In response to the central research question, the analysis indicates that existing trademark enforcement frameworks remain only partially effective in addressing online luxury counterfeiting. Strengthening global enforcement will require greater harmonisation of intermediary liability standards, clearer due-diligence obligations for online marketplaces, and enhanced international cooperation in digital evidence sharing and border enforcement. Such reforms are essential to ensure that intellectual property protection remains effective within the rapidly evolving digital marketplace.

Footnote(S):

1 OECD & EUIPO, Trends in Trade in Counterfeit and Pirated Goods (2021).

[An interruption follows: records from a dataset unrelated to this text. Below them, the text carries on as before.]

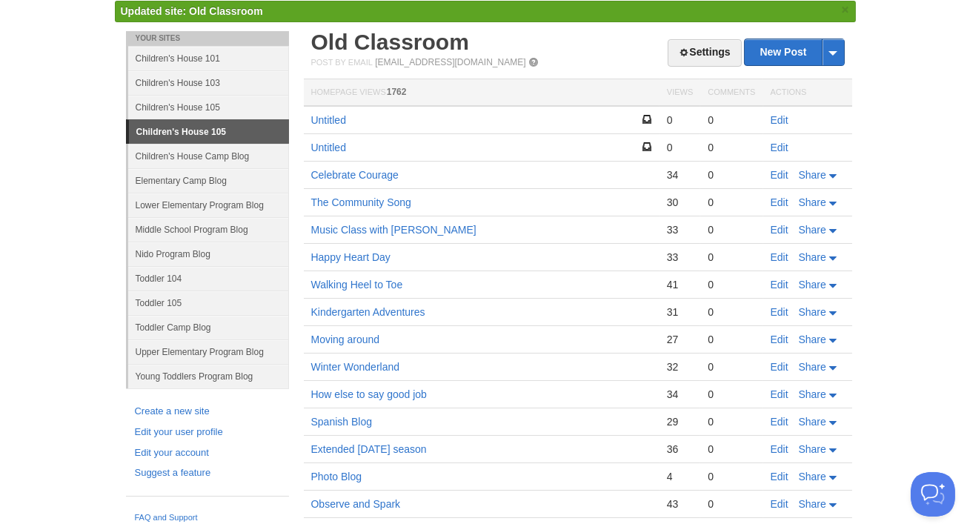 This screenshot has height=524, width=970. I want to click on th: Comments, so click(732, 93).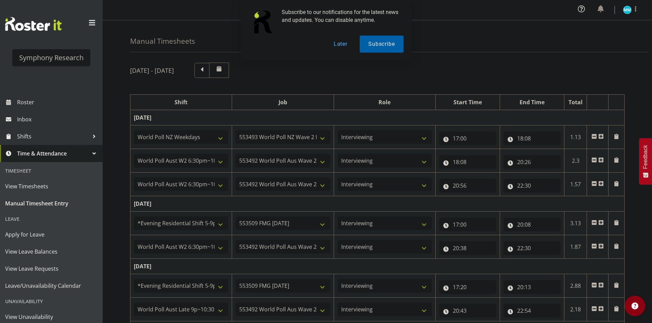  What do you see at coordinates (51, 186) in the screenshot?
I see `span: View Timesheets` at bounding box center [51, 186].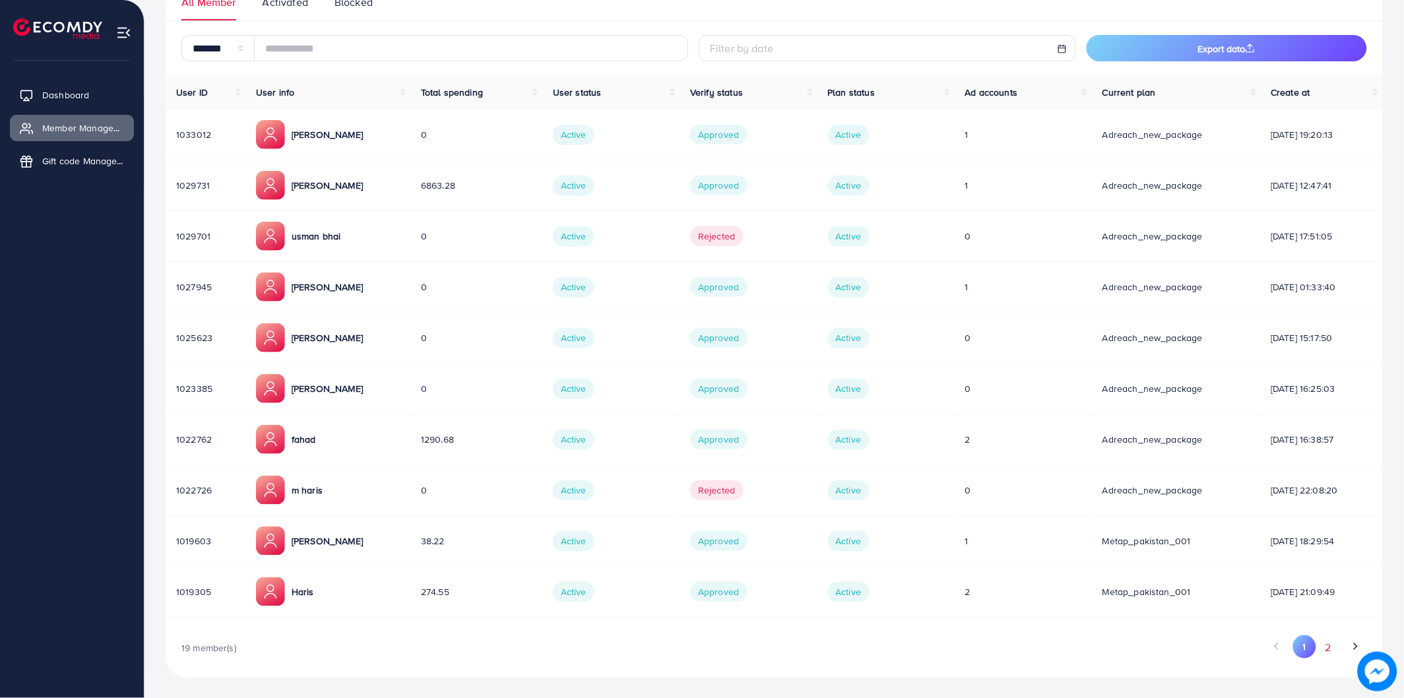  Describe the element at coordinates (304, 439) in the screenshot. I see `p: fahad` at that location.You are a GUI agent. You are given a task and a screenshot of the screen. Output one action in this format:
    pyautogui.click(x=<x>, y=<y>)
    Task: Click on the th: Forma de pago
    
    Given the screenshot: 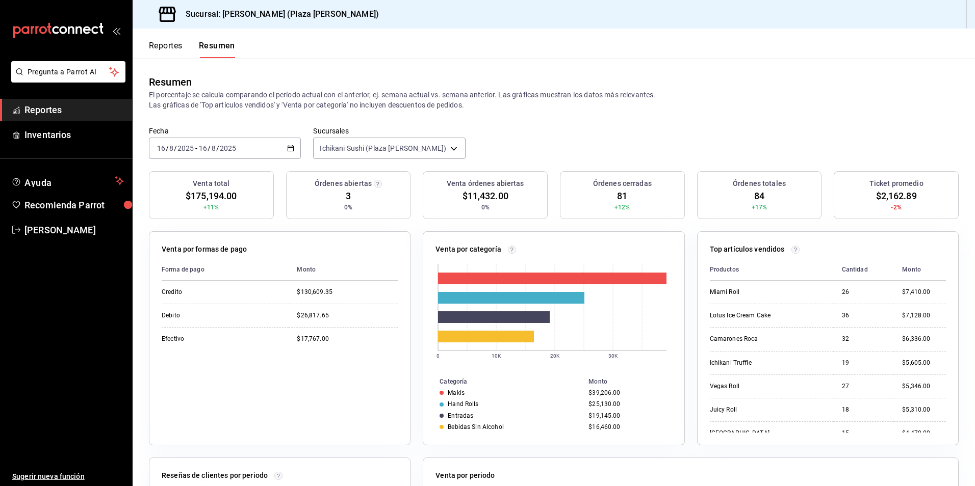 What is the action you would take?
    pyautogui.click(x=225, y=270)
     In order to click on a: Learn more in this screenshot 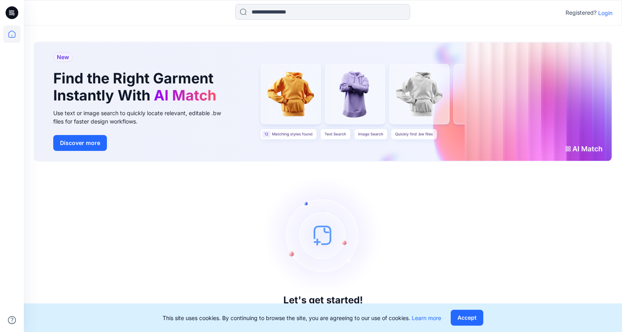, I will do `click(426, 318)`.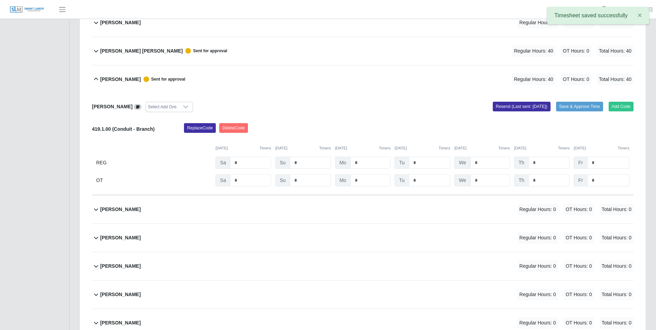  What do you see at coordinates (123, 129) in the screenshot?
I see `b: 419.1.00 (Conduit - Branch)` at bounding box center [123, 129].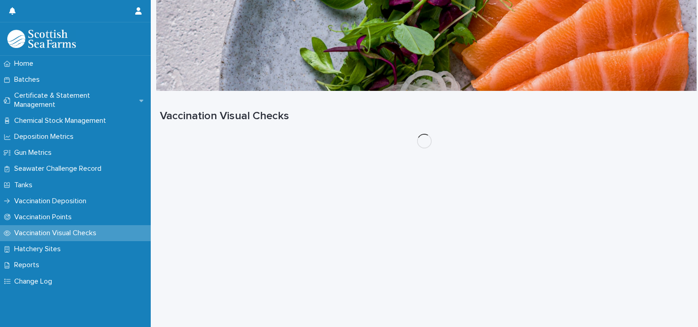 The image size is (698, 327). I want to click on p: Reports, so click(28, 265).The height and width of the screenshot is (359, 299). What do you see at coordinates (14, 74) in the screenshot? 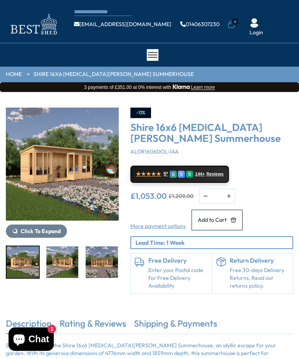
I see `a: HOME` at bounding box center [14, 74].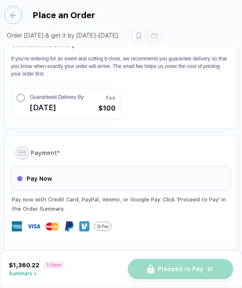  I want to click on div: Payment, so click(131, 153).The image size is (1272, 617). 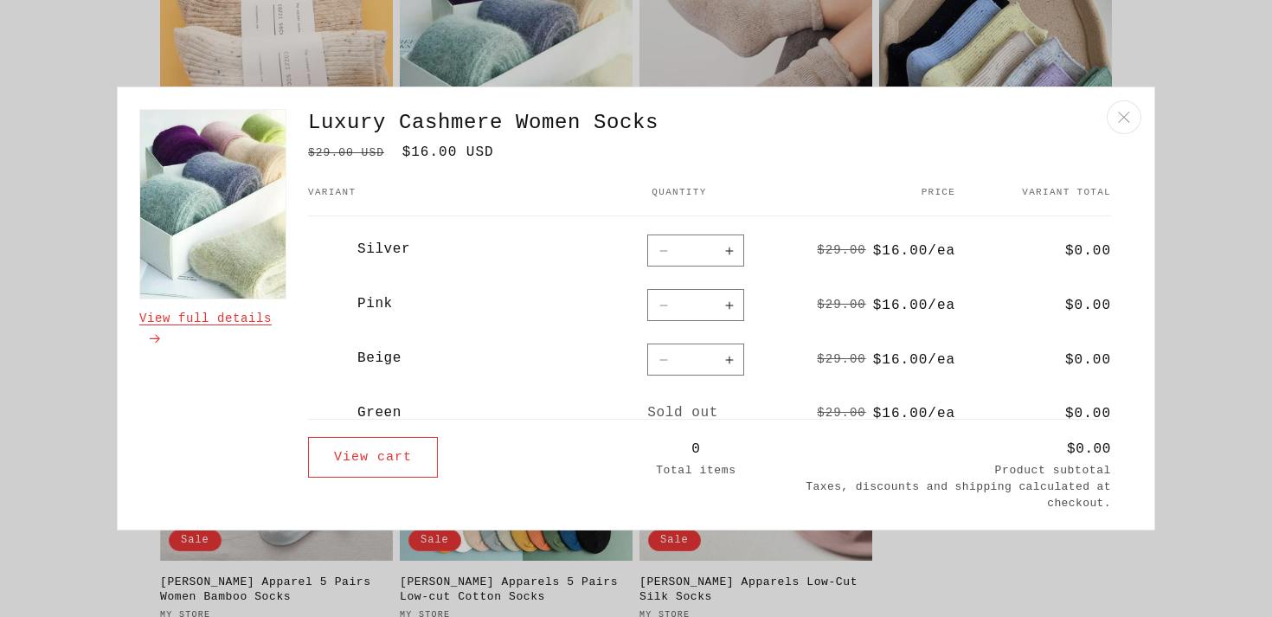 What do you see at coordinates (1033, 190) in the screenshot?
I see `th: Variant total` at bounding box center [1033, 190].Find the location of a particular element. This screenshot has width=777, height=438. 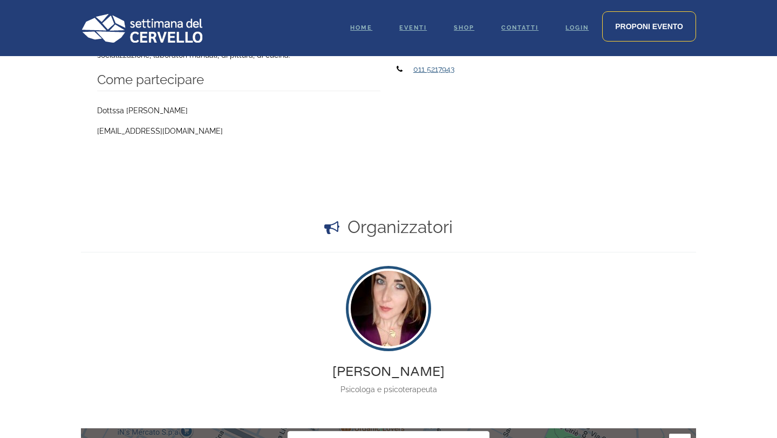

h5: Come partecipare is located at coordinates (238, 80).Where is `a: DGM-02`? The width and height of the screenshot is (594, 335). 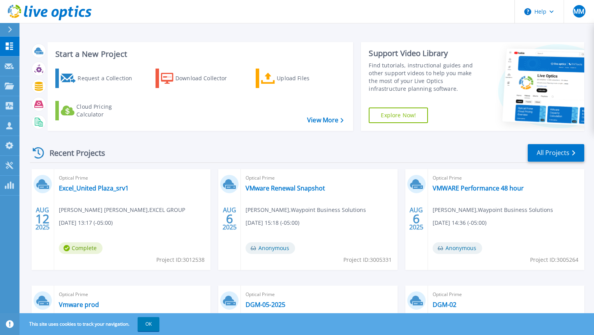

2 OECD & EUIPO, Trends in Trade in Counterfeit and Pirated Goods (2021).

3 Agreement on Trade-Related Aspects of Intellectual Property Rights art. 41, Apr. 15, 1994, 1869 U.N.T.S. 299.

4 15 U.S.C. § 1127 (2023) [Note to author: § 1116(d) governs ex parte seizure orders; § 1127 contains the statutory definition of “counterfeit mark” — please verify preferred citation.]

5 Agreement on Trade-Related Aspects of Intellectual Property Rights, Apr. 15, 1994, 1869 U.N.T.S. 299.

6 Id. arts. 41–61.

7 15 U.S.C. § 1125(c) (2023).

8 Regulation (EU) 2017/1001, 2017 O.J. (L 154) 1; Directive 2004/48/EC, 2004 O.J. (L 157) 45.

9 Lanham Act, 15 U.S.C. §§ 1051–1141n (2023).

10 Trade Marks Act, No. 47 of 1999, India Code (1999).

11 Council Directive 2000/31/EC, arts. 12–14, 2000 O.J. (L 178) 1 (EC).

12 Directive (EU) 2015/2436 of the European Parliament and of the Council of 16 Dec. 2015, 2015 O.J. (L 336) 1; Regulation (EU) 2017/1001 of the European Parliament and of the Council, 2017 O.J. (L 154) 1.

13 Digital Millennium Copyright Act, 17 U.S.C. § 512 (2018); Communications Decency Act, 47 U.S.C. § 230 (2018).

14 15 U.S.C. §§ 1051 et seq.

15 Information Technology Act, No. 21 of 2000, § 79, India Code (2000).

16 Information Technology (Intermediary Guidelines and Digital Media Ethics Code) Rules, 2021, G.S.R. 139(E) (India).

17 Trade Marks Act, No. 47 of 1999, India Code (1999).